Dallas — On the large, square studio, a dancer flips her leg in a circle, drops, crawls, and rolls back up, always moving in a linear pattern from one edge of the studio to the other. Then she repeats the movement. Then again. And again. And again. Maybe 12 times in all, and still Shen Wei is not satisfied.
For over an hour, this same grueling repeat, repeat continues, with the first dancer replaced by yet another, until all nine dancers have run though the gauntlet.
They are in the early stages of creation of a work called "The New You," which will premiere Wednesday in Southern Methodist University's Meadows Dance Ensemble's 2012 Spring Dance Concert.
Shen Wei, winner of the Meadows Prize in 2010, is on campus for three weeks to whip out in short order what seems to be a daunting project. For it is not just a dance, but a multimedia work that includes two musicians, two actors, two art students and a computing-projection student. And all of it is created from scratch, with only the framework of numbers and letters to go on.
More precisely, each number has its own "location" in space, and each dancer has created her own vocabulary of movement for each number. To add to the challenge, Shen Wei asked each dancer to write her signature in cursive, and let the physical flow of the signature influence the way she danced the letter of her name.
While this may be the idea, in rehearsal it looks as thought Shen Wei does not like sloppy writing, and if some dancers have very short names and others very long, you would never guess. The looping, falling, rolling and dropping all look remarkably familiar, and Shen Wei is pitiless when it comes to how a dancer is to initiate a particular movement.
After this ordeal, the next phase includes musicians and an actor calling out "North," Northeast," "South," and the like, and each dancer then leaps, or spirals, or runs to the assigned destination. It could be chaotic, but isn't, as we see dancers making their way in a grid pattern with a rush of energy.
Apparently, the dance becomes more complicated, but later artists will fling and smear paint on a numbered Plexiglas sheet, dancers will wear cameras that project images of those around them, and each dancer's name with be projected in a particular color.
"I want to view what is going on in our time and our culture," Shen Wei had noted in an ealier interview. "I am interested in all art forms—music, dance, theater, the visual arts, and since [Meadows School of the Arts] is an art school, why not share with every field?"
"I'm not here to create a masterpiece," Shen Wei explains. "It's not to put on a show—it's about a process."
He compares the experience of working with students to working with dancers in his own company in New York, now 12 years old. "In New York, there is a lot of competition, and you have to be fast, you can't relax. What I want students to know is that here is no one to help you there, and only the best and quickest can survive. I try to be patient with students, because they have less experience."
Then he adds, "The students here work hard."
To judge by the two-hour rehearsal I just witnessed, they certainly do.
The program will also includes Adam Hougland's Five Preludes and jazz dance artist Danny Buraczeski's Song Awakened.
◊ Margaret Putnam has been writing about dance since 1980, with works published by D Magazine, The Dallas Observer, The Dallas Times Herald, The Dallas Morning News, The New York Times, Playbill, Stagebill, Pointe Magazine and Dance Magazine.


#### [Task]
Using the records below, quote only the span that opens with the line containing "Image is 420x194 pixels." and closes with the line containing "Image is 868x441 pixels.", exactly and inclusively.

--- Data excerpts Enclosed Below ---

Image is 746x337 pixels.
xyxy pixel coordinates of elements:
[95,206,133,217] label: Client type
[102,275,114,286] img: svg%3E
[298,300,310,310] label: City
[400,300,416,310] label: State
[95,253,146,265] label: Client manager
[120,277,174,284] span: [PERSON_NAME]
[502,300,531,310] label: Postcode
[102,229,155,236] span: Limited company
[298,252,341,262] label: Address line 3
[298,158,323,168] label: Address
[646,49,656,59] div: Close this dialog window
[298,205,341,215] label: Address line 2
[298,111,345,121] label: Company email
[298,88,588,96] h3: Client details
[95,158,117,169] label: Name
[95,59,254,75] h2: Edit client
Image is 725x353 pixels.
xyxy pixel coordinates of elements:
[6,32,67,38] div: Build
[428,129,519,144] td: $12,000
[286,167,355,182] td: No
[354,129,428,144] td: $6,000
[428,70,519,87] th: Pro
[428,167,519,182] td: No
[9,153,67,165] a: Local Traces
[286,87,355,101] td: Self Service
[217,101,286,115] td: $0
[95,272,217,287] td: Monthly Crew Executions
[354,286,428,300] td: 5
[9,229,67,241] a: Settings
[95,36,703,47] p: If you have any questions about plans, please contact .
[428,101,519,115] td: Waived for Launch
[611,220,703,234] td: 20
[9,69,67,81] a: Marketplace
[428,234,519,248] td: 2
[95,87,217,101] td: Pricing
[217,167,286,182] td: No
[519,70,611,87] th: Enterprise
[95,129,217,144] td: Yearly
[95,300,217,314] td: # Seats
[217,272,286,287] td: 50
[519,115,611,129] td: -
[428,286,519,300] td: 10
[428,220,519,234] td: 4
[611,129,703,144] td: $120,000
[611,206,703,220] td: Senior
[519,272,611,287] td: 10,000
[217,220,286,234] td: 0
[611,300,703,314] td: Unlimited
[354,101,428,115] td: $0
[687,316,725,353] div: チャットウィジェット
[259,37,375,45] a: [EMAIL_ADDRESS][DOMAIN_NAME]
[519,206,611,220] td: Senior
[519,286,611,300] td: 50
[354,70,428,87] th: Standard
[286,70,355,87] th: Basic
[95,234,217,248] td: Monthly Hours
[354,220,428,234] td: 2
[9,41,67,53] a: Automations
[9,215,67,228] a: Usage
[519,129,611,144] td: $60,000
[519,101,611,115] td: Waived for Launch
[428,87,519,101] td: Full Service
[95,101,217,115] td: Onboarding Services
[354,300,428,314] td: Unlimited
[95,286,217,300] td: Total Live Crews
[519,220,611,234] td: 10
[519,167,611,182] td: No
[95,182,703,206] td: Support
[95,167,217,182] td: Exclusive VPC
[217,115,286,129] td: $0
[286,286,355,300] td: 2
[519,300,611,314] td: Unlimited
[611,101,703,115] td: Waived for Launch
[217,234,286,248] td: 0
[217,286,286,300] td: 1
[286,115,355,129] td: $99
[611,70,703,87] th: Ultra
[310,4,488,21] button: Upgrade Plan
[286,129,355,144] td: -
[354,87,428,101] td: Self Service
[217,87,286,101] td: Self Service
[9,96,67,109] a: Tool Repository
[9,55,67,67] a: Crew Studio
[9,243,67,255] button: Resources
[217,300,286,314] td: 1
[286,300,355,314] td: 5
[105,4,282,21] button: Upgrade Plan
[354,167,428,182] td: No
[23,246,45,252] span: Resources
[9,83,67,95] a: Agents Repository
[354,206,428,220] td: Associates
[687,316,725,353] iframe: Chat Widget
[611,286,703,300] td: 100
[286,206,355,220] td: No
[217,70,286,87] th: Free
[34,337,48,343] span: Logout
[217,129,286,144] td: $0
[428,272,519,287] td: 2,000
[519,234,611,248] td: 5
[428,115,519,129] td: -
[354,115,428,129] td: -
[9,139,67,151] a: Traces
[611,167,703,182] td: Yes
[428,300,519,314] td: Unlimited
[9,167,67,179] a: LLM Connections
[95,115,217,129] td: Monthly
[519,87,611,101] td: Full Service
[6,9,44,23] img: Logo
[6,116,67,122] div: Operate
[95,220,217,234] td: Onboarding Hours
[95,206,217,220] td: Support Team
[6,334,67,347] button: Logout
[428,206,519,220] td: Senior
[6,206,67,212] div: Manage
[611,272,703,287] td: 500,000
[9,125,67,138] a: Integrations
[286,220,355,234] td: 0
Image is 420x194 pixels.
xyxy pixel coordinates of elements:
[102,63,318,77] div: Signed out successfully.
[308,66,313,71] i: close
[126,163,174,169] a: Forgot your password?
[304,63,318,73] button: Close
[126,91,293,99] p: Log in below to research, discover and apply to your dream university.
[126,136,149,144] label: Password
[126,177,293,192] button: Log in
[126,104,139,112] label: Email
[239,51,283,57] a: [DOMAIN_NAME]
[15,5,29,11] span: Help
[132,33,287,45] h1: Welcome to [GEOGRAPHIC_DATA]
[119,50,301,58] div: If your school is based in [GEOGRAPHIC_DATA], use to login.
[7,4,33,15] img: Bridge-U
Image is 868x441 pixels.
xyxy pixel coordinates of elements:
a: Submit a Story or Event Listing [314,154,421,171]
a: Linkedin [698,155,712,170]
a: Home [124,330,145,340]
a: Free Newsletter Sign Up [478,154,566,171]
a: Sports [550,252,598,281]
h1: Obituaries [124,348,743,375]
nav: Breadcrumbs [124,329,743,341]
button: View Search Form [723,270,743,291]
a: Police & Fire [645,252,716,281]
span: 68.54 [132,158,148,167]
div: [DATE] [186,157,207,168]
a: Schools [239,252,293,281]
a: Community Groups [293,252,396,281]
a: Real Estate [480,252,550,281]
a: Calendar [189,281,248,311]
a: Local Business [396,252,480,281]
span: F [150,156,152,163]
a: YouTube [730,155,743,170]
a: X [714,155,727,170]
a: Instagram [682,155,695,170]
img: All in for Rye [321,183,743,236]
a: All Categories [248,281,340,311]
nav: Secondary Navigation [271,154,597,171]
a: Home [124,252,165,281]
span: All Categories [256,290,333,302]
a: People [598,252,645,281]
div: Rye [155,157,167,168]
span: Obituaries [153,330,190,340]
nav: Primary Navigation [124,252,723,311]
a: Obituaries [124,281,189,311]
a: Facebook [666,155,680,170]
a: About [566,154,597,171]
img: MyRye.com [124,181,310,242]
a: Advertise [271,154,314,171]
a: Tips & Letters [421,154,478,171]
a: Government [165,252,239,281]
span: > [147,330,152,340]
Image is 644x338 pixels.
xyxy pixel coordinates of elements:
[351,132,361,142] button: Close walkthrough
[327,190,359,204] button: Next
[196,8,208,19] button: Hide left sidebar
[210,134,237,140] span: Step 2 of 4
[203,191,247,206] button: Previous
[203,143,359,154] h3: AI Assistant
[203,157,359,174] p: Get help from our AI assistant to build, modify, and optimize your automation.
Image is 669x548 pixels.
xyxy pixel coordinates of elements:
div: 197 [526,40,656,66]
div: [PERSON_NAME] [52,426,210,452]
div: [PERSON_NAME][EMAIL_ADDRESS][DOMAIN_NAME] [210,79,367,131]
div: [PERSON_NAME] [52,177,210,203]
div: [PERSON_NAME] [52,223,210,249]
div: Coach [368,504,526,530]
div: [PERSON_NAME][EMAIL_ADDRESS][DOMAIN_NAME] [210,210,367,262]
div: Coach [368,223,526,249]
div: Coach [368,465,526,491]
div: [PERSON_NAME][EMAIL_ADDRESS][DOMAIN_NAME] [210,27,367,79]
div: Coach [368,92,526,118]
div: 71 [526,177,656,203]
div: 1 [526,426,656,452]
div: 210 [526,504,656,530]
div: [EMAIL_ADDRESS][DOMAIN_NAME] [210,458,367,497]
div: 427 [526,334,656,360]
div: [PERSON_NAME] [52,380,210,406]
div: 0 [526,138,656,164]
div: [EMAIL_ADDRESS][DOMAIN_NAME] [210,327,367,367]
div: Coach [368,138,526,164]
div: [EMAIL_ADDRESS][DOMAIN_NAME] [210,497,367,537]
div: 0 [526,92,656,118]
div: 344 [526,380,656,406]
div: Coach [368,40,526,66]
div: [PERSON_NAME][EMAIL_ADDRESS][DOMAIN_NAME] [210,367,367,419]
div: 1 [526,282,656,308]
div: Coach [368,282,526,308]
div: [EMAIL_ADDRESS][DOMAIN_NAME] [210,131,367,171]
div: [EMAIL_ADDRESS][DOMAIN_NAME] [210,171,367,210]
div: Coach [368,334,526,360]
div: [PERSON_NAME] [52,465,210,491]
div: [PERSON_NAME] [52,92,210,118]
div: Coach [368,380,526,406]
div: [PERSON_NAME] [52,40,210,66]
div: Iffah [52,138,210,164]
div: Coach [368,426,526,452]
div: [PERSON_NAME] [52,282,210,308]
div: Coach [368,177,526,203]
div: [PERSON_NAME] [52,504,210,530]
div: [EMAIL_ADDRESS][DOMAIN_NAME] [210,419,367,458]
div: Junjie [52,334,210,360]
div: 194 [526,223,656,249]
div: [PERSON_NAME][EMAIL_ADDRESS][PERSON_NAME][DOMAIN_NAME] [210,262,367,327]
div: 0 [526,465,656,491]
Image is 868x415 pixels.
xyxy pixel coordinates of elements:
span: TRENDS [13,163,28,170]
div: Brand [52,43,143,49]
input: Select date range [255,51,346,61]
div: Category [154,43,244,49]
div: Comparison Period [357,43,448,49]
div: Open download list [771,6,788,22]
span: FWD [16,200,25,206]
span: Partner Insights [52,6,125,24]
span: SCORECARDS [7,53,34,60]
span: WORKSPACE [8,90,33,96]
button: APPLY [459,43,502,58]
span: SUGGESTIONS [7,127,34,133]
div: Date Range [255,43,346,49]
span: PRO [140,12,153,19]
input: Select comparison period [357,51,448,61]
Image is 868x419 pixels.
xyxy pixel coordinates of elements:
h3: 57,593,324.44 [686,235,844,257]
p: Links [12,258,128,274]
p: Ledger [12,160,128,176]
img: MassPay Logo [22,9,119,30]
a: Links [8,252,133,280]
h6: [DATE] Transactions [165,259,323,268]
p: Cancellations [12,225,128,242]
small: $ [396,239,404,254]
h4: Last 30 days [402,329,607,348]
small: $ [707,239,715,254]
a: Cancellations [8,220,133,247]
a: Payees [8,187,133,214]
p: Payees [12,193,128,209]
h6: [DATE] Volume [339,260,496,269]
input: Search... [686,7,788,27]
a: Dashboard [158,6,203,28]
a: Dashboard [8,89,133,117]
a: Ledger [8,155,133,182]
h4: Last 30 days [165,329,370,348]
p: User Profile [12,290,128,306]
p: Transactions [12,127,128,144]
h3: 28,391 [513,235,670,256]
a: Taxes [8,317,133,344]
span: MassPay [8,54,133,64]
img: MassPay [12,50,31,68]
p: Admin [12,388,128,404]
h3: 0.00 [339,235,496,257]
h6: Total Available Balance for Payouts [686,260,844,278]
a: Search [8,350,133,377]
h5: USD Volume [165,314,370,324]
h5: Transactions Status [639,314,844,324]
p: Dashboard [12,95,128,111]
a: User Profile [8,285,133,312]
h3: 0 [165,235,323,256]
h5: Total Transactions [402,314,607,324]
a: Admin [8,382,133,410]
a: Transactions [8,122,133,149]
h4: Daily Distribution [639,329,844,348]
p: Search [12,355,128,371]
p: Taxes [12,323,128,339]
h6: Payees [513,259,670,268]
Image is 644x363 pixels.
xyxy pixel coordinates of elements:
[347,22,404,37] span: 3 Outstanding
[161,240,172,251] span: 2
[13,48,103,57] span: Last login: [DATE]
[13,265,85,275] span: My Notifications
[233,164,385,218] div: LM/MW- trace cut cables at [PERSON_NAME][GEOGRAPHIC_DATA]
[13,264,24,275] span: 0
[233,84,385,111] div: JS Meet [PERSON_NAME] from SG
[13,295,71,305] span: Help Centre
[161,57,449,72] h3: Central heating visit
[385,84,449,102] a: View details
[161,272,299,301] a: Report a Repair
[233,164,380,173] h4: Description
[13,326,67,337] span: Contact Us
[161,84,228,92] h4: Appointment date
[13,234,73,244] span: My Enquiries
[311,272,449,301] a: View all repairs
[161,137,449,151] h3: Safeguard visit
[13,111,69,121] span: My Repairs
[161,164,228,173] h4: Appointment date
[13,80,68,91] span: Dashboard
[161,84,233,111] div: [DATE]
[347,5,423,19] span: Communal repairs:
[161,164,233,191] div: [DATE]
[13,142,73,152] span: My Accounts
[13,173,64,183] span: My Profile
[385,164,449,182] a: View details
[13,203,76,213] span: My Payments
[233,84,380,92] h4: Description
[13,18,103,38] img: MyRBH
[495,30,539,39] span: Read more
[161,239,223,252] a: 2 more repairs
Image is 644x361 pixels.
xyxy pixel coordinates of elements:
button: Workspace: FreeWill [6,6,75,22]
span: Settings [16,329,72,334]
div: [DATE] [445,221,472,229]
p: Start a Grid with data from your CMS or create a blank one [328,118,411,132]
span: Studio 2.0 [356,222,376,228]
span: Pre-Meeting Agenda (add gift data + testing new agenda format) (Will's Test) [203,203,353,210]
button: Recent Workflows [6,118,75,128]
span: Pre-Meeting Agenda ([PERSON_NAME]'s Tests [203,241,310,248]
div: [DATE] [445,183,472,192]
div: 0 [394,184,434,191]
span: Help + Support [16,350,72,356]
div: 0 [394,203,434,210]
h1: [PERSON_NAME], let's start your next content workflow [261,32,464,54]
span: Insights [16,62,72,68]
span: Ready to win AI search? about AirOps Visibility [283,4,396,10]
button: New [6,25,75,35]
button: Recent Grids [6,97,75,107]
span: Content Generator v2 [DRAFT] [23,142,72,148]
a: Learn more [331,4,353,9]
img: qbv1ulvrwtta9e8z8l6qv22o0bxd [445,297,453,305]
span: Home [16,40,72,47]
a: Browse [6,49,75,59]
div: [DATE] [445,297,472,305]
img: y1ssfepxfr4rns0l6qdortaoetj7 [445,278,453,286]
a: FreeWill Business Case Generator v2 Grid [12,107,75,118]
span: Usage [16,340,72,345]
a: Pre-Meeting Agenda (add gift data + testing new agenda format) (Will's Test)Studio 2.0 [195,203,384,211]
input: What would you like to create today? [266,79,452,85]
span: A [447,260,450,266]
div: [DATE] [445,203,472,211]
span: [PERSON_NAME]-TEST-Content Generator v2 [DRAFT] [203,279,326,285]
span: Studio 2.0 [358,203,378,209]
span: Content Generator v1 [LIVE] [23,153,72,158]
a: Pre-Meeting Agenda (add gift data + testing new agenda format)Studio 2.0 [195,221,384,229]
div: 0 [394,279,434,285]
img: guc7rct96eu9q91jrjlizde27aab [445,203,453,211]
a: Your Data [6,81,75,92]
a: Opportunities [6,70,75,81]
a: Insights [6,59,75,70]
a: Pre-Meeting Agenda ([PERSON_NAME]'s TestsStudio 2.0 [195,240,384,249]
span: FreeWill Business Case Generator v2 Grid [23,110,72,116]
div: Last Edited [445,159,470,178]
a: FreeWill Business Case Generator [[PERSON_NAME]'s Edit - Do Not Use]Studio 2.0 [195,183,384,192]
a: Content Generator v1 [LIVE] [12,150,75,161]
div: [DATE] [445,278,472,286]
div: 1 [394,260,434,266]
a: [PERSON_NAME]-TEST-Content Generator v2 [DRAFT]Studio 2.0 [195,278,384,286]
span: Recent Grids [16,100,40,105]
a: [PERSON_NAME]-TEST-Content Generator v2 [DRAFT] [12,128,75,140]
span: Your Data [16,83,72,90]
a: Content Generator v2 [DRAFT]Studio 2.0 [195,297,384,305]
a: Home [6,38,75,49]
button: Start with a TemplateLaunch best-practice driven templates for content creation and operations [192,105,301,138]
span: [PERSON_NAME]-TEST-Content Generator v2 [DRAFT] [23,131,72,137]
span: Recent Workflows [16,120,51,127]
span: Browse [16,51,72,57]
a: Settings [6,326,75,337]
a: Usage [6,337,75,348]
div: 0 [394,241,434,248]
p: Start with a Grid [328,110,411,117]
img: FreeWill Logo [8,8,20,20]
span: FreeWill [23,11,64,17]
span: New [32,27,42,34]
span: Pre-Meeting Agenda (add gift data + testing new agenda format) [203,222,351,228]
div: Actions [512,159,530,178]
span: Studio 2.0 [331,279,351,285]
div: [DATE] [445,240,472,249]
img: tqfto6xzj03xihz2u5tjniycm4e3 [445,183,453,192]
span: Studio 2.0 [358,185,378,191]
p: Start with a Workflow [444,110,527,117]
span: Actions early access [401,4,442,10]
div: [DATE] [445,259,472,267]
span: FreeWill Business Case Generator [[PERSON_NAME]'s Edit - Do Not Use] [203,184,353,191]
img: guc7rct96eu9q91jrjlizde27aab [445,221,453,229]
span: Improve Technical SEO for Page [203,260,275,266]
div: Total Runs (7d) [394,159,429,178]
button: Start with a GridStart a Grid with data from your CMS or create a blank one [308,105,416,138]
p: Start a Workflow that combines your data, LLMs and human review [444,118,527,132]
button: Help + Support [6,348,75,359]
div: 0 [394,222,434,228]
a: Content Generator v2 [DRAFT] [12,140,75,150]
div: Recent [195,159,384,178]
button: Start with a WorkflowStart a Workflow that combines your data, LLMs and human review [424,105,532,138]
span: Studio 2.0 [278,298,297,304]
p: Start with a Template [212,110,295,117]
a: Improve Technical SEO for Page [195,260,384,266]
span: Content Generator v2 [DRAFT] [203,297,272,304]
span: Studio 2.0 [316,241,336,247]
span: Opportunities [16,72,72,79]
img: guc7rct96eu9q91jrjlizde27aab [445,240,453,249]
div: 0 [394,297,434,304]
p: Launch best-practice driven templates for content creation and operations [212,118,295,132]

--- End of Enclosed Data excerpts ---

#### [Response to the task]
Image is 420x194 pixels.
xyxy pixel coordinates of elements:
[102,63,318,77] div: Signed out successfully.
[308,66,313,71] i: close
[126,163,174,169] a: Forgot your password?
[304,63,318,73] button: Close
[126,91,293,99] p: Log in below to research, discover and apply to your dream university.
[126,136,149,144] label: Password
[126,177,293,192] button: Log in
[126,104,139,112] label: Email
[239,51,283,57] a: [DOMAIN_NAME]
[15,5,29,11] span: Help
[132,33,287,45] h1: Welcome to [GEOGRAPHIC_DATA]
[119,50,301,58] div: If your school is based in [GEOGRAPHIC_DATA], use to login.
[7,4,33,15] img: Bridge-U
Image is 868x441 pixels.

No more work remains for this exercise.